Reputation: 276
I am currently using Kubeflow as my orchestrator. The orchestrator is actually an instance of an AI platform pipeline hosted on GCP. How do I create run-time parameters using the Tensorflow Extended SDK? I suspect that this is the class that I should use, however the documentation is not very meaningful nor does it provide any examples. https://www.tensorflow.org/tfx/api_docs/python/tfx/orchestration/data_types/RuntimeParameter
Something like the picture below.
Upvotes: 2
Views: 738
Reputation: 91
Say, for example, you want to add the module file location as a runtime parameter that is passed to the transform component in your TFX pipeline.

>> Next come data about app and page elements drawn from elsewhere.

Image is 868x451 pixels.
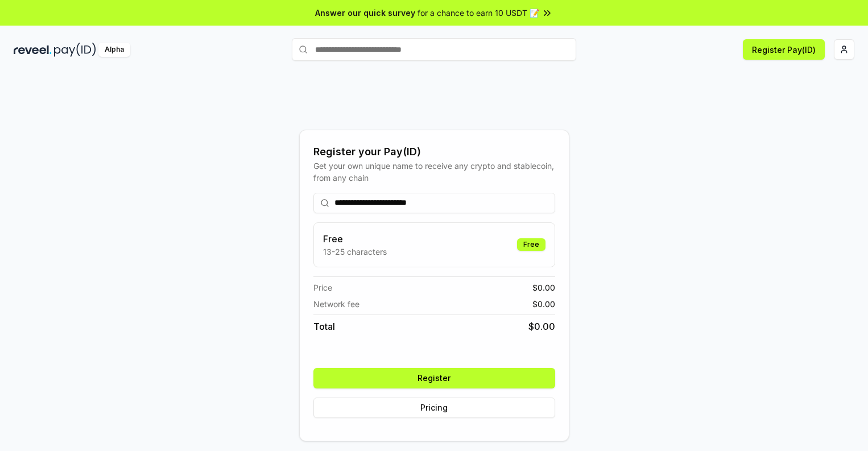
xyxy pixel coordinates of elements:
[528,320,555,333] span: $ 0.00
[313,368,555,388] button: Register
[323,232,387,246] h3: Free
[313,298,359,310] span: Network fee
[533,281,555,293] span: $ 0.00
[98,42,130,57] div: Alpha
[742,39,825,60] button: Register Pay(ID)
[313,281,332,293] span: Price
[323,246,387,258] p: 13-25 characters
[315,7,415,19] span: Answer our quick survey
[313,320,335,333] span: Total
[417,7,539,19] span: for a chance to earn 10 USDT 📝
[313,397,555,418] button: Pricing
[517,238,545,251] div: Free
[533,298,555,310] span: $ 0.00
[313,160,555,184] div: Get your own unique name to receive any crypto and stablecoin, from any chain
[13,42,52,57] img: reveel_dark
[54,42,96,57] img: pay_id
[313,144,555,160] div: Register your Pay(ID)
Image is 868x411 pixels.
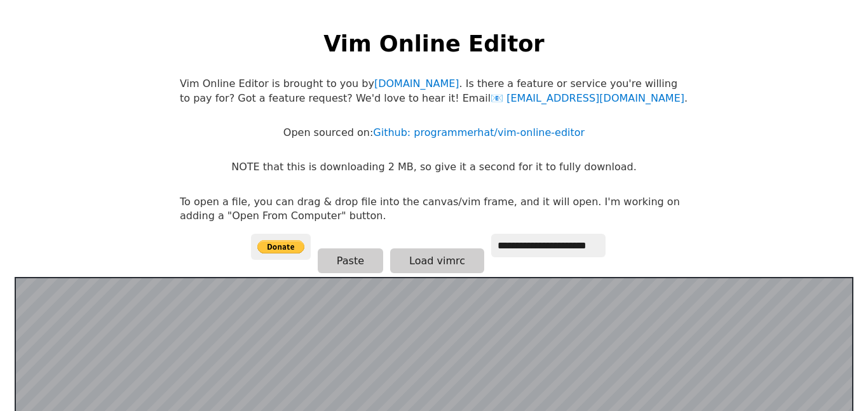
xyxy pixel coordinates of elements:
p: Open sourced on: [283,125,584,139]
p: NOTE that this is downloading 2 MB, so give it a second for it to fully download. [231,160,636,174]
a: Github: programmerhat/vim-online-editor [373,126,584,138]
p: To open a file, you can drag & drop file into the canvas/vim frame, and it will open. I'm working... [180,195,688,223]
h1: Vim Online Editor [324,28,543,59]
button: Paste [318,248,383,273]
button: Load vimrc [390,248,484,273]
p: Vim Online Editor is brought to you by . Is there a feature or service you're willing to pay for?... [180,77,688,106]
a: [EMAIL_ADDRESS][DOMAIN_NAME] [491,92,684,104]
a: [DOMAIN_NAME] [374,78,460,89]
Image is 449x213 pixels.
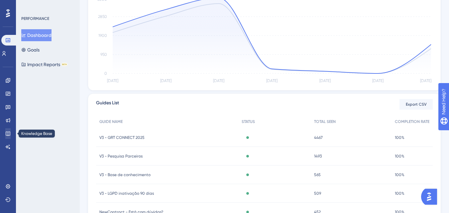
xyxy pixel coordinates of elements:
span: 4467 [314,135,323,140]
tspan: 950 [100,52,107,57]
span: 100% [395,135,405,140]
span: TOTAL SEEN [314,119,336,124]
span: COMPLETION RATE [395,119,430,124]
button: Goals [21,44,40,56]
span: 100% [395,154,405,159]
span: 100% [395,172,405,178]
tspan: 0 [104,71,107,76]
button: Export CSV [400,99,433,110]
tspan: [DATE] [107,78,118,83]
tspan: [DATE] [266,78,278,83]
span: V3 - LGPD inativação 90 dias [99,191,154,196]
iframe: UserGuiding AI Assistant Launcher [421,187,441,207]
span: Need Help? [16,2,42,10]
tspan: 1900 [98,33,107,38]
tspan: [DATE] [319,78,331,83]
span: GUIDE NAME [99,119,123,124]
tspan: 2850 [98,14,107,19]
div: PERFORMANCE [21,16,49,21]
span: V3 - GRT CONNECT 2025 [99,135,145,140]
div: BETA [62,63,67,66]
span: Export CSV [406,102,427,107]
span: Guides List [96,99,119,110]
button: Dashboard [21,29,52,41]
span: V3 - Base de conhecimento [99,172,151,178]
span: 100% [395,191,405,196]
tspan: [DATE] [372,78,384,83]
tspan: [DATE] [160,78,172,83]
span: 509 [314,191,321,196]
tspan: [DATE] [213,78,224,83]
tspan: [DATE] [420,78,432,83]
span: 565 [314,172,321,178]
span: V3 - Pesquisa Parceiros [99,154,143,159]
span: STATUS [242,119,255,124]
span: 1493 [314,154,322,159]
button: Impact ReportsBETA [21,59,67,70]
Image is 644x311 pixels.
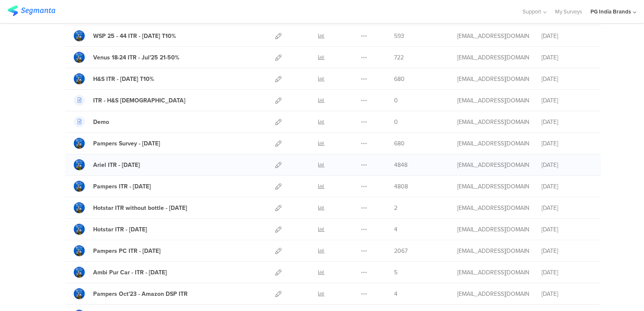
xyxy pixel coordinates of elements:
div: Ambi Pur Car - ITR - Oct'23 [93,268,167,277]
div: H&S ITR - Jul'25 T10% [93,75,154,83]
div: Ariel ITR - Aug'24 [93,160,140,169]
a: Pampers Oct'23 - Amazon DSP ITR [74,288,187,299]
div: Venus 18-24 ITR - Jul'25 21-50% [93,53,179,62]
div: [DATE] [542,182,592,191]
a: ITR - H&S [DEMOGRAPHIC_DATA] [74,95,185,106]
div: suri.r@pg.com [457,182,529,191]
span: Support [523,7,541,15]
div: Demo [93,118,109,126]
img: segmanta logo [7,5,55,16]
div: kar.s.1@pg.com [457,53,529,62]
div: kar.s.1@pg.com [457,75,529,83]
div: PG India Brands [590,7,631,15]
div: WSP 25 - 44 ITR - Jul'25 T10% [93,32,176,40]
div: Hotstar ITR - Jun'24 [93,225,147,234]
div: [DATE] [542,96,592,105]
a: Pampers Survey - [DATE] [74,138,160,149]
div: gupta.a.49@pg.com [457,290,529,298]
span: 0 [394,96,398,105]
span: 680 [394,75,404,83]
div: Pampers PC ITR - Feb 2024 [93,246,161,255]
div: suri.r@pg.com [457,160,529,169]
div: ITR - H&S Male [93,96,185,105]
a: H&S ITR - [DATE] T10% [74,74,154,84]
div: [DATE] [542,225,592,234]
div: [DATE] [542,139,592,148]
a: Pampers PC ITR - [DATE] [74,245,161,256]
a: Ambi Pur Car - ITR - [DATE] [74,267,167,278]
a: Venus 18-24 ITR - Jul'25 21-50% [74,52,179,63]
div: Pampers Oct'23 - Amazon DSP ITR [93,290,187,298]
div: [DATE] [542,160,592,169]
div: Hotstar ITR without bottle - Jun'24 [93,204,187,212]
div: [DATE] [542,118,592,126]
div: Pampers Survey - Jul'25 [93,139,160,148]
div: gupta.a.49@pg.com [457,139,529,148]
div: kar.s.1@pg.com [457,32,529,40]
a: Hotstar ITR without bottle - [DATE] [74,202,187,213]
div: [DATE] [542,75,592,83]
div: [DATE] [542,268,592,277]
a: Hotstar ITR - [DATE] [74,224,147,234]
div: [DATE] [542,204,592,212]
span: 5 [394,268,398,277]
div: [DATE] [542,246,592,255]
span: 722 [394,53,403,62]
span: 4 [394,225,398,234]
span: 2067 [394,246,407,255]
span: 2 [394,204,398,212]
div: Pampers ITR - Jul'24 [93,182,151,191]
a: Ariel ITR - [DATE] [74,159,140,170]
div: [DATE] [542,53,592,62]
div: [DATE] [542,290,592,298]
div: suri.r@pg.com [457,204,529,212]
span: 4 [394,290,398,298]
div: kar.s.1@pg.com [457,118,529,126]
span: 4808 [394,182,408,191]
a: WSP 25 - 44 ITR - [DATE] T10% [74,30,176,41]
span: 680 [394,139,404,148]
div: suri.r@pg.com [457,268,529,277]
span: 0 [394,118,398,126]
span: 593 [394,32,404,40]
div: [DATE] [542,32,592,40]
div: kar.s.1@pg.com [457,96,529,105]
a: Demo [74,116,109,127]
div: suri.r@pg.com [457,225,529,234]
span: 4848 [394,160,407,169]
div: gupta.a.49@pg.com [457,246,529,255]
a: Pampers ITR - [DATE] [74,181,151,192]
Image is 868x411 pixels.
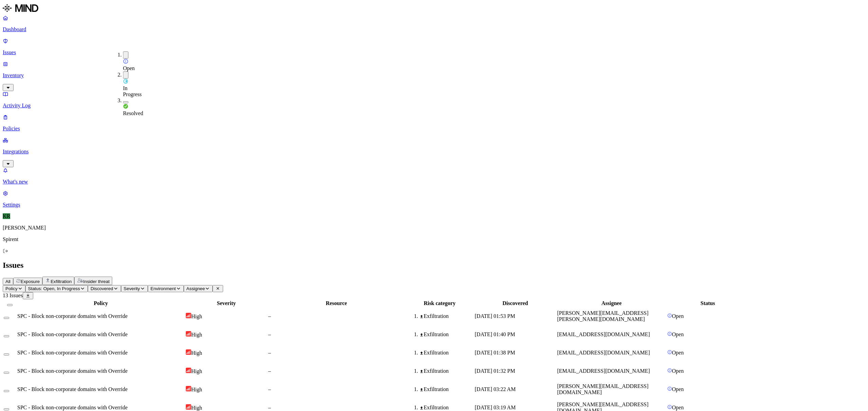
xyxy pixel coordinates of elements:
[475,350,515,356] span: [DATE] 01:38 PM
[3,38,865,55] a: Issues
[186,404,191,410] img: severity-high.svg
[3,15,865,33] a: Dashboard
[191,314,202,319] span: High
[3,191,865,208] a: Settings
[419,331,473,338] div: Exfiltration
[667,350,672,354] img: status-open.svg
[186,286,205,291] span: Assignee
[186,368,191,373] img: severity-high.svg
[557,368,650,374] span: [EMAIL_ADDRESS][DOMAIN_NAME]
[3,49,865,55] p: Issues
[6,279,11,284] span: All
[21,279,40,284] span: Exposure
[667,368,672,373] img: status-open.svg
[124,286,140,291] span: Severity
[475,331,515,338] span: [DATE] 01:40 PM
[419,368,473,374] div: Exfiltration
[191,369,202,374] span: High
[557,383,648,395] span: [PERSON_NAME][EMAIL_ADDRESS][DOMAIN_NAME]
[419,313,473,319] div: Exfiltration
[191,405,202,411] span: High
[557,331,650,338] span: [EMAIL_ADDRESS][DOMAIN_NAME]
[667,300,748,306] div: Status
[3,261,865,270] h2: Issues
[268,368,271,374] span: –
[3,103,865,109] p: Activity Log
[191,387,202,392] span: High
[4,390,9,392] button: Select row
[3,149,865,155] p: Integrations
[123,103,128,109] img: status-resolved.svg
[7,304,12,306] button: Select all
[3,3,38,14] img: MIND
[557,350,650,356] span: [EMAIL_ADDRESS][DOMAIN_NAME]
[3,293,23,298] span: 13 Issues
[475,313,515,319] span: [DATE] 01:53 PM
[672,350,684,356] span: Open
[3,213,10,219] span: KR
[3,72,865,79] p: Inventory
[4,408,9,410] button: Select row
[3,91,865,109] a: Activity Log
[419,386,473,392] div: Exfiltration
[123,66,135,71] span: Open
[18,368,127,374] span: SPC - Block non-corporate domains with Override
[3,202,865,208] p: Settings
[123,79,128,84] img: status-in-progress.svg
[191,350,202,356] span: High
[123,59,128,64] img: status-open.svg
[667,405,672,409] img: status-open.svg
[475,368,515,374] span: [DATE] 01:32 PM
[667,386,672,391] img: status-open.svg
[91,286,113,291] span: Discovered
[475,300,556,306] div: Discovered
[3,114,865,132] a: Policies
[406,300,473,306] div: Risk category
[672,313,684,319] span: Open
[475,405,515,410] span: [DATE] 03:19 AM
[4,335,9,338] button: Select row
[18,313,127,319] span: SPC - Block non-corporate domains with Override
[123,85,141,97] span: In Progress
[667,331,672,336] img: status-open.svg
[3,167,865,185] a: What's new
[268,350,271,356] span: –
[191,332,202,338] span: High
[419,405,473,411] div: Exfiltration
[268,331,271,338] span: –
[18,350,127,356] span: SPC - Block non-corporate domains with Override
[268,405,271,410] span: –
[186,300,267,306] div: Severity
[18,331,127,338] span: SPC - Block non-corporate domains with Override
[3,137,865,166] a: Integrations
[3,27,865,33] p: Dashboard
[186,349,191,355] img: severity-high.svg
[186,313,191,318] img: severity-high.svg
[672,405,684,410] span: Open
[268,313,271,319] span: –
[4,372,9,374] button: Select row
[268,386,271,392] span: –
[672,368,684,374] span: Open
[672,386,684,392] span: Open
[6,286,18,291] span: Policy
[3,3,865,15] a: MIND
[4,353,9,356] button: Select row
[28,286,80,291] span: Status: Open, In Progress
[18,300,184,306] div: Policy
[3,61,865,90] a: Inventory
[475,386,515,392] span: [DATE] 03:22 AM
[186,386,191,391] img: severity-high.svg
[3,236,865,243] p: Spirent
[4,317,9,319] button: Select row
[50,279,71,284] span: Exfiltration
[268,300,405,306] div: Resource
[672,331,684,338] span: Open
[3,126,865,132] p: Policies
[18,405,127,410] span: SPC - Block non-corporate domains with Override
[419,350,473,356] div: Exfiltration
[83,279,109,284] span: Insider threat
[186,331,191,336] img: severity-high.svg
[667,313,672,318] img: status-open.svg
[3,179,865,185] p: What's new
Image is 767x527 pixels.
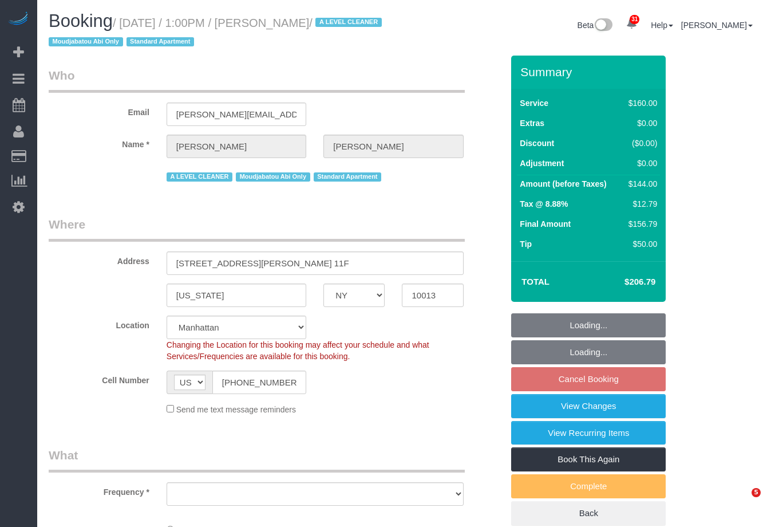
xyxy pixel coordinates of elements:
label: Discount [520,137,554,149]
label: Email [40,102,158,118]
div: ($0.00) [624,137,657,149]
input: Email [167,102,306,126]
a: 31 [621,11,643,37]
label: Tax @ 8.88% [520,198,568,210]
legend: Where [49,216,465,242]
div: $160.00 [624,97,657,109]
span: Standard Apartment [127,37,195,46]
div: $144.00 [624,178,657,190]
a: View Changes [511,394,666,418]
input: Last Name [323,135,463,158]
span: Standard Apartment [314,172,382,181]
input: First Name [167,135,306,158]
legend: What [49,447,465,472]
a: Back [511,501,666,525]
label: Amount (before Taxes) [520,178,606,190]
label: Extras [520,117,544,129]
span: Booking [49,11,113,31]
span: 5 [752,488,761,497]
span: A LEVEL CLEANER [167,172,232,181]
input: Cell Number [212,370,306,394]
input: City [167,283,306,307]
div: $50.00 [624,238,657,250]
h4: $206.79 [590,277,656,287]
img: Automaid Logo [7,11,30,27]
label: Final Amount [520,218,571,230]
div: $0.00 [624,157,657,169]
a: Book This Again [511,447,666,471]
label: Name * [40,135,158,150]
strong: Total [522,277,550,286]
span: Send me text message reminders [176,405,296,414]
input: Zip Code [402,283,463,307]
legend: Who [49,67,465,93]
label: Location [40,315,158,331]
label: Service [520,97,548,109]
a: View Recurring Items [511,421,666,445]
div: $12.79 [624,198,657,210]
small: / [DATE] / 1:00PM / [PERSON_NAME] [49,17,385,49]
label: Tip [520,238,532,250]
a: Help [651,21,673,30]
span: A LEVEL CLEANER [315,18,381,27]
a: [PERSON_NAME] [681,21,753,30]
div: $0.00 [624,117,657,129]
span: Moudjabatou Abi Only [49,37,123,46]
label: Adjustment [520,157,564,169]
img: New interface [594,18,613,33]
label: Cell Number [40,370,158,386]
a: Beta [578,21,613,30]
label: Address [40,251,158,267]
iframe: Intercom live chat [728,488,756,515]
h3: Summary [520,65,660,78]
div: $156.79 [624,218,657,230]
span: Changing the Location for this booking may affect your schedule and what Services/Frequencies are... [167,340,429,361]
label: Frequency * [40,482,158,498]
span: 31 [630,15,640,24]
span: Moudjabatou Abi Only [236,172,310,181]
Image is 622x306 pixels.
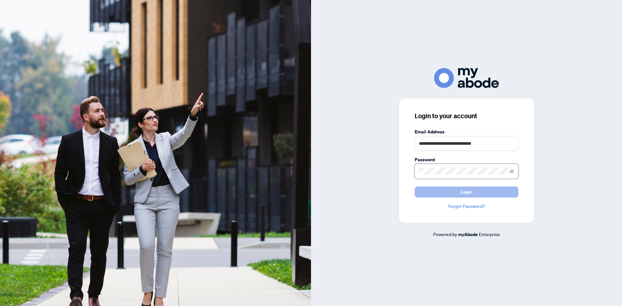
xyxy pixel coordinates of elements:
[415,128,518,135] label: Email Address
[458,231,478,238] a: myAbode
[479,231,500,237] span: Enterprise
[415,187,518,198] button: Login
[433,231,457,237] span: Powered by
[461,187,472,197] span: Login
[415,111,518,120] h3: Login to your account
[415,203,518,210] a: Forgot Password?
[434,68,499,88] img: ma-logo
[415,156,518,163] label: Password
[509,169,514,174] span: eye-invisible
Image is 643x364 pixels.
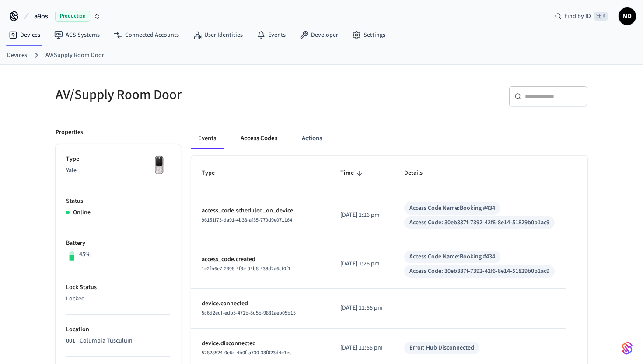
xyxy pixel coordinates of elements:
p: [DATE] 11:55 pm [340,343,383,352]
span: 96151f73-da91-4b33-af35-779d9e071164 [202,216,292,223]
p: Type [66,154,170,164]
p: 45% [79,250,91,259]
p: Yale [66,166,170,175]
div: Access Code Name: Booking #434 [409,252,495,261]
button: Events [192,128,223,149]
a: Devices [7,51,27,60]
p: access_code.scheduled_on_device [202,206,320,215]
a: User Identities [186,27,250,43]
div: Access Code: 30eb337f-7392-42f6-8e14-51829b0b1ac9 [409,218,550,227]
span: Time [340,166,366,180]
a: ACS Systems [47,27,107,43]
a: AV/Supply Room Door [45,51,104,60]
div: Access Code: 30eb337f-7392-42f6-8e14-51829b0b1ac9 [409,266,550,276]
p: Battery [66,238,170,248]
span: Details [405,166,434,180]
p: Online [73,208,91,217]
a: Events [250,27,292,43]
p: Location [66,325,170,334]
span: ⌘ K [594,12,608,21]
span: a9os [34,11,48,21]
button: Access Codes [234,128,285,149]
span: 52828524-0e6c-4b0f-a730-33f023d4e1ec [202,349,292,356]
span: MD [620,8,635,24]
p: device.connected [202,299,320,308]
button: MD [619,7,637,25]
span: 1e2fb6e7-2398-4f3e-94b8-438d2a6cf0f1 [202,265,291,272]
span: Find by ID [564,12,591,21]
span: Production [55,10,90,22]
p: Properties [56,128,83,137]
span: Type [202,166,227,180]
p: [DATE] 11:56 pm [340,304,383,312]
span: 5c6d2edf-edb5-472b-8d5b-9831aeb05b15 [202,309,296,316]
a: Connected Accounts [107,27,186,43]
a: Developer [292,27,345,43]
h5: AV/Supply Room Door [56,86,316,103]
p: [DATE] 1:26 pm [340,211,383,219]
p: device.disconnected [202,339,320,348]
p: [DATE] 1:26 pm [340,259,383,269]
div: Access Code Name: Booking #434 [409,203,495,213]
a: Settings [345,27,393,43]
img: SeamLogoGradient.69752ec5.svg [622,341,633,355]
div: Find by ID⌘ K [548,8,615,24]
div: ant example [192,128,587,149]
p: Status [66,196,170,206]
img: Yale Assure Touchscreen Wifi Smart Lock, Satin Nickel, Front [149,154,170,176]
p: Lock Status [66,283,170,292]
p: Locked [66,294,170,304]
a: Devices [2,27,47,43]
p: 001 - Columbia Tusculum [66,336,170,345]
p: access_code.created [202,254,320,264]
button: Actions [295,128,329,149]
div: Error: Hub Disconnected [409,343,475,352]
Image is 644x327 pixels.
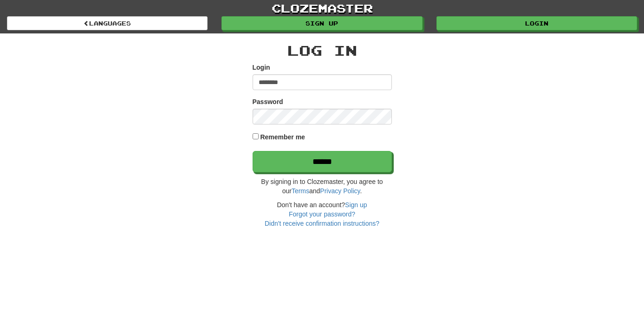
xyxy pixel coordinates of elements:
[260,133,305,142] label: Remember me
[253,97,284,106] label: Password
[253,43,392,58] h2: Log In
[7,17,207,30] a: Languages
[265,219,379,227] a: Didn't receive confirmation instructions?
[320,187,360,194] a: Privacy Policy
[292,187,309,194] a: Terms
[437,17,637,30] a: Login
[345,201,367,209] a: Sign up
[222,17,422,30] a: Sign up
[253,177,392,195] p: By signing in to Clozemaster, you agree to our and .
[253,200,392,228] div: Don't have an account?
[253,63,270,72] label: Login
[289,210,355,218] a: Forgot your password?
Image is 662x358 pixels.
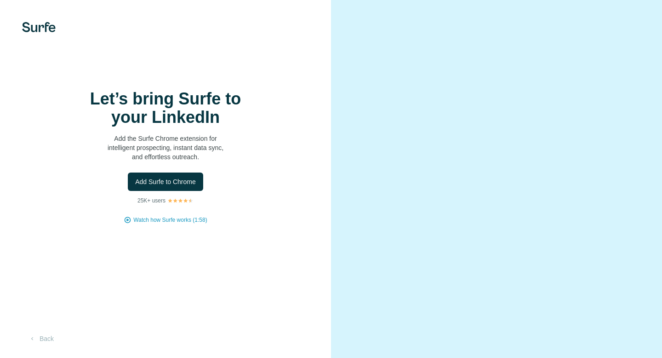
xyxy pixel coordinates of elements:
p: 25K+ users [137,196,165,205]
p: Add the Surfe Chrome extension for intelligent prospecting, instant data sync, and effortless out... [74,134,257,161]
button: Back [22,330,60,347]
button: Add Surfe to Chrome [128,172,203,191]
h1: Let’s bring Surfe to your LinkedIn [74,90,257,126]
img: Surfe's logo [22,22,56,32]
button: Watch how Surfe works (1:58) [133,216,207,224]
span: Add Surfe to Chrome [135,177,196,186]
img: Rating Stars [167,198,193,203]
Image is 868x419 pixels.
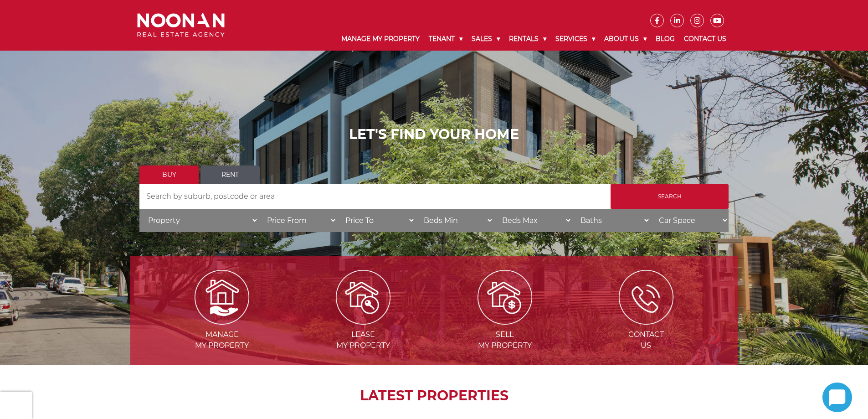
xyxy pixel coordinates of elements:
a: Rent [201,166,260,184]
img: ICONS [619,270,674,325]
a: Buy [140,166,199,184]
a: Sales [467,28,504,50]
a: Tenant [425,28,467,50]
a: Managemy Property [152,292,291,350]
span: Sell my Property [435,329,575,351]
a: Services [551,28,600,50]
a: Sellmy Property [435,292,575,350]
a: Rentals [504,28,551,50]
h1: LET'S FIND YOUR HOME [140,126,729,143]
img: Lease my property [336,270,391,325]
a: ContactUs [577,292,716,350]
a: About Us [600,28,651,50]
span: Manage my Property [152,329,291,351]
img: Sell my property [477,270,533,325]
img: Manage my Property [195,270,249,325]
a: Contact Us [680,28,731,50]
a: Manage My Property [337,28,425,50]
img: Noonan Real Estate Agency [137,13,225,37]
h2: LATEST PROPERTIES [153,387,715,404]
a: Blog [651,28,680,50]
span: Contact Us [577,329,716,351]
span: Lease my Property [294,329,433,351]
input: Search by suburb, postcode or area [140,184,611,209]
a: Leasemy Property [294,292,433,350]
input: Search [611,184,729,209]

Start by setting up your setup_pipeline.py and defining the module file parameter:
# setup_pipeline.py
from typing import Text
from tfx.orchestration import data_types, pipeline
from tfx.orchestration.kubeflow import kubeflow_dag_runner
from tfx.components import Transform
_module_file_param = data_types.RuntimeParameter(
name='module-file',
default=
'/tfx-src/tfx/examples/iris/iris_utils_native_keras.py',
ptype=Text,
)
Next, define a function that specifies the components used in your pipeline and pass along the parameter.
def create_pipeline(..., module_file):
# setup components:
...
transform = Transform(
...
module_file=module_file
)
...
components = [..., transform, ...]
return pipeline.Pipeline(
...,
components=components
)
Finally, setup the Kubeflow DAG runner so that it passes the parameter along to the create_pipeline
function. See here for a more complete example.
if __name__ == "__main__":
# instantiate a kfp_runner
...
kfp_runner = kubeflow_dag_runner.KubeflowDagRunner(
...
)
kfp_runner.run(
create_pipeline(..., module_file=_module_file_param
))
Then you can run python -m setup_pipeline
which will produce the yaml file that specifies the pipeline config, which you can then upload to the Kubeflow GCP interface.